Hus in the progress of reformation
Source: Berlin, Staatsbibliothek, Preuischer Kulturbesitz, Handschriftenabteilung YA 872.
Apotheosis of Jan Hus
Source: Litomice Gradule, Terezn, Regional Archives MS IV C 1 fol. 244v [deposited in Litomice, General Regional Museum].
Utraquist celebration of the eucharist
Source: Processus consistorialis Martyrii Io. Huss, Tbor, Regional Archives MS A-1809, p. 6.
Hussite warrior of the Tborite brotherhood
Source: Latin Bible, Tbor, Regional Archives MS 195.
Hussite battle anthem, Ye warriors of God
Source: Jistebnick kancionl (1420), Prague, National Museum Library MS II C 7, p. 88.
Antithesis of Christ and Antichrist
Source: Jena Codex, Prague, National Museum Library MS IV B 24 fols 34v35r.
Anti-monastic Hussite propaganda
Source: Jena Codex, Prague, National Museum Library MS IV B 24 fol. 77r.
Satan in a monks gown: the Hussite Antichrist
Source: Jena Codex, Prague, National Museum Library MS IV B 24 fol. 71v.
Final defeat of Rome and her accomplices
Source: Jena Codex, Prague, National Museum Library MS IV B 24 fol. 80r.
Hussite vision of heaven
Source: Jena Codex, Prague, National Museum Library MS IV B 24 fol. 5v.
Children as defenders of the Hussite faith
Source: Latin Gradule, Mad Boleslav, Regional Museum MS l/70a olim II A 1 fol. 200v.
We are as dwarfs standing on the shoulders of giants, so that although we perceive many more things than they, it is not because our vision is more piercing or our stature higher, but because we are carried and elevated to their gigantic stature. Bernard of Chartres, chancellor of a cathedral school in Gaul, used to say these words to his students in the twelfth century. They apply well to my study of Hussite history. The previous work of Frantiek M. Barto, Matthew Spinka, Frederick G. Heymann, Amedeo Molnr, Howard Kaminsky, and Frantiek mahel has been vital to my research. Without their scholarly contributions my own work would be greatly impoverished. While I have not always acquiesced in their conclusions, I have been consistently instructed by their acumen.

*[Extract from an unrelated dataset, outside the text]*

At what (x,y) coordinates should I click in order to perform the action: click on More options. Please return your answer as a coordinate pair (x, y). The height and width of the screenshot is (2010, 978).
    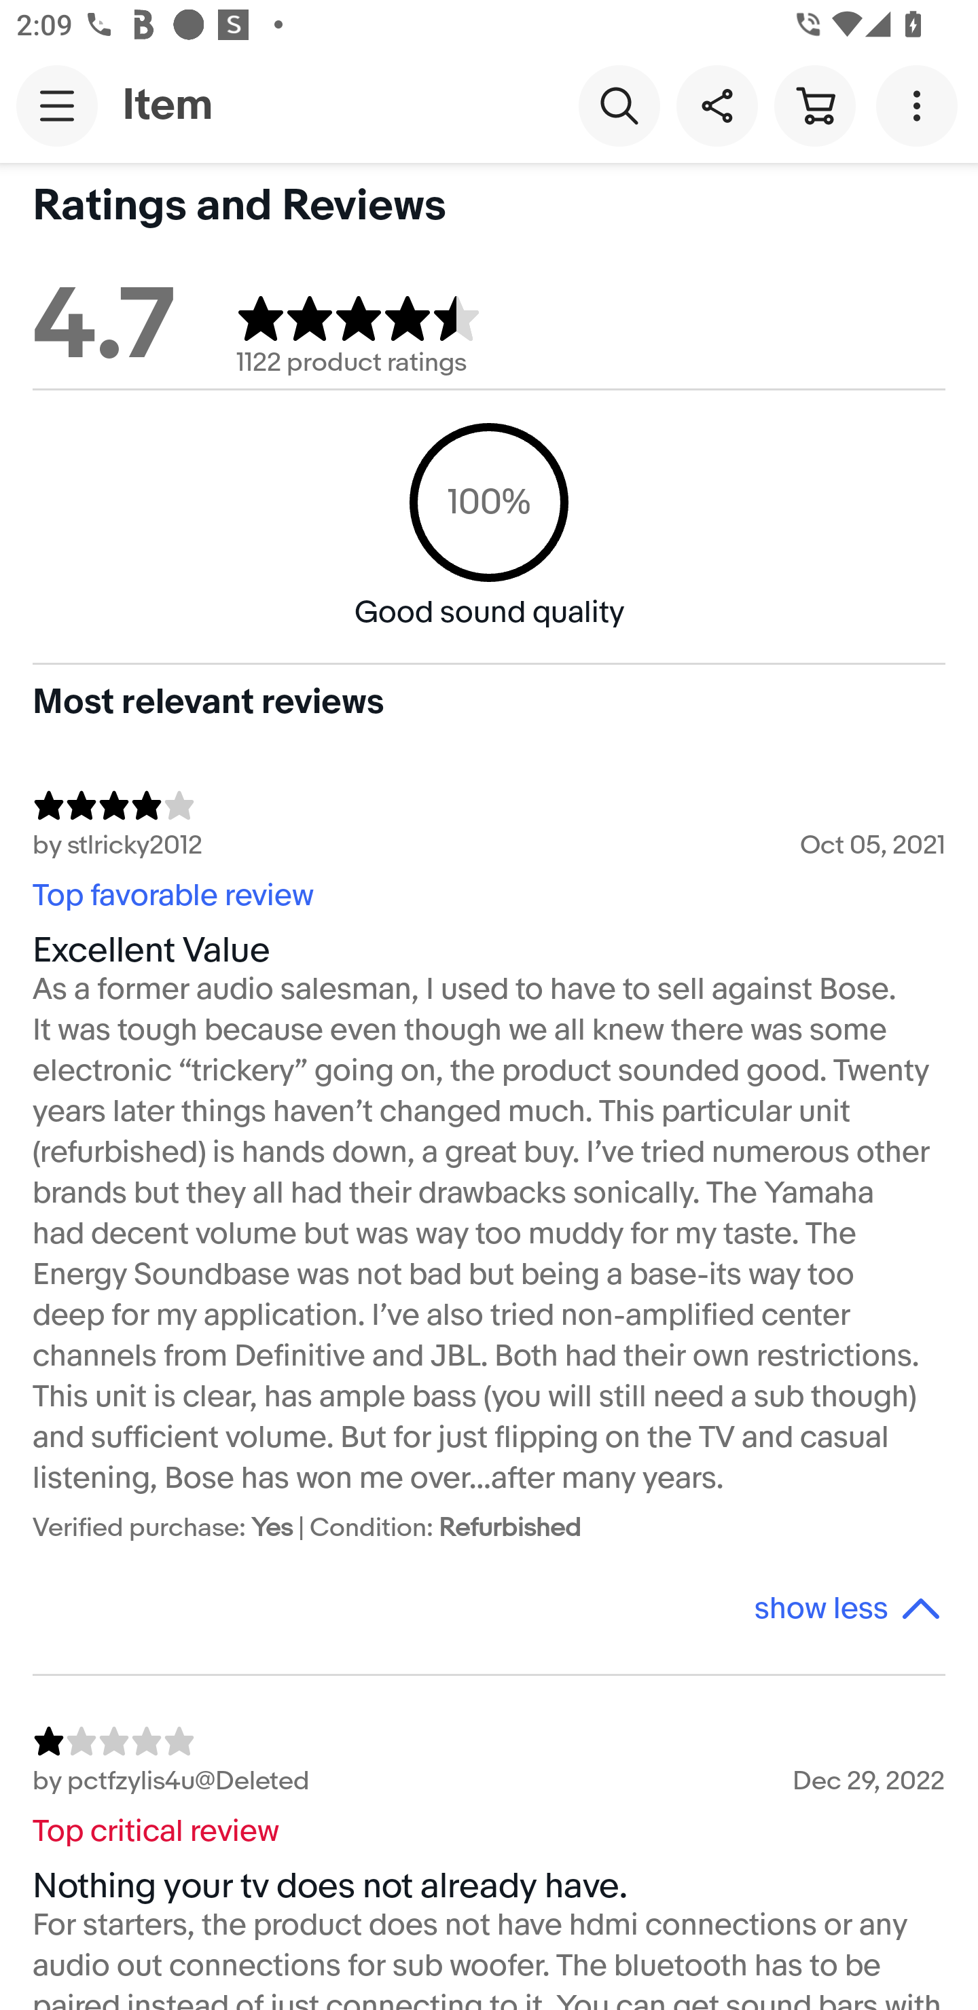
    Looking at the image, I should click on (921, 105).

The work behind this book has spanned seven years and a dozen countries. My inventory of indebtedness has in that context become vast. While holding the Elizabeth Iliff Warren Research Fellowship from the Iliff School of Theology in Denver, Colorado, from 1990 to 1992, I was able to undertake preliminary work at Cambridge. Several research grants from the University of Cambridge facilitated further research in a number of central European archives. During that time Bob Scribner, my doktor vater at Cambridge, sharpened my thinking on the crucial issues of late medieval European history. His probing questions, methodological rigour and insistence on excellence, forced me ever and again to return to the sources armed with the challenges of his own scholarly erudition. , in particular, owes much to his influence.